Last night we watched a program about Roman museums in French. I felt smug understanding it all. Yesterday, I had a conversation with one of my neighbors in French. I read a French message on FB.
As my mother would have said, "Who'd have thunk it."
My first experiences in French were not happy ones.
At university I needed four semesters to graduate. The first three were a waste of time. The teacher, I can't call him a prof, covered about 10 pages, but we learned enough about his life to write a biography.
I
was married with a man who barely tolerated my going to university and
only if all my wifely duties were WELL performed. This was pre-Betty
Friedan. I worked 20-30 hours in a dry cleaners and still made Dean's
List grades in subjects I loved and I wasn't about to fight not having
to study one more minute for the French course.
However, by fourth semester I couldn't take it any more and signed up for an advanced French Modern Drama.
The professor was a woman who lived in Boston and breezed in wearing a full mink coat on any cold day. I knew nothing about Boston at the time, but when I lived there I suspected she lived on Beacon Hill or in another snooty neighborhood.
The class was entirely in French. Oooooppppssss
Fortunately, my best friend was bilingual in French and English. She took the class too. Using her notes and a dictionary I was able to do word for word translations.
I learned about Beckett, Ionesco and more. I loved the content.
All went well until I had to write my first test. She wrote on mine "Me voir."
"WHAT are you doing in this class," she asked in English when I stood before her desk.
I couldn't tell her the truth. She was friends with my first idiot teacher. "I really wanted to know more about modern French drama."

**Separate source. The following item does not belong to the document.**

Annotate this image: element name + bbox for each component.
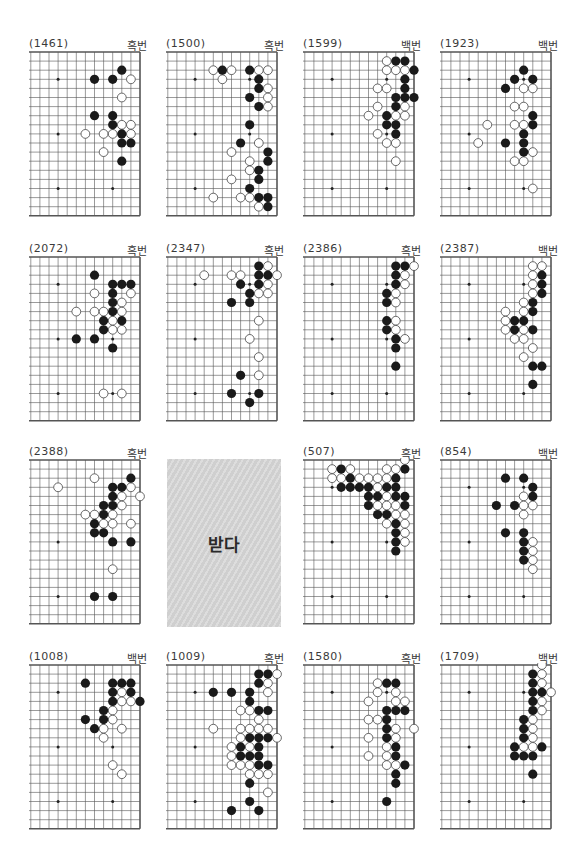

She sat back. "Would you retake the test in English?" I did. She gave me an A-.
For the rest of the course, I was able to write everything in English. She graded me on content not French. I can't remember if I ended up with an A- or a B+ plus an appreciation of French Drama perhaps with the exception of the play "Waiting for Godot" which I've seen several times hoping against hope, Godot would finally show up.
Today it would have been so much easier with translation aps and programs. I wish I could find her and tell her I live in two francophone countries, and I've mastered the language to a functional level.
Note: Tomorrow I'll publish the second chapter of my novel Lexington: Anatomy of a Novel.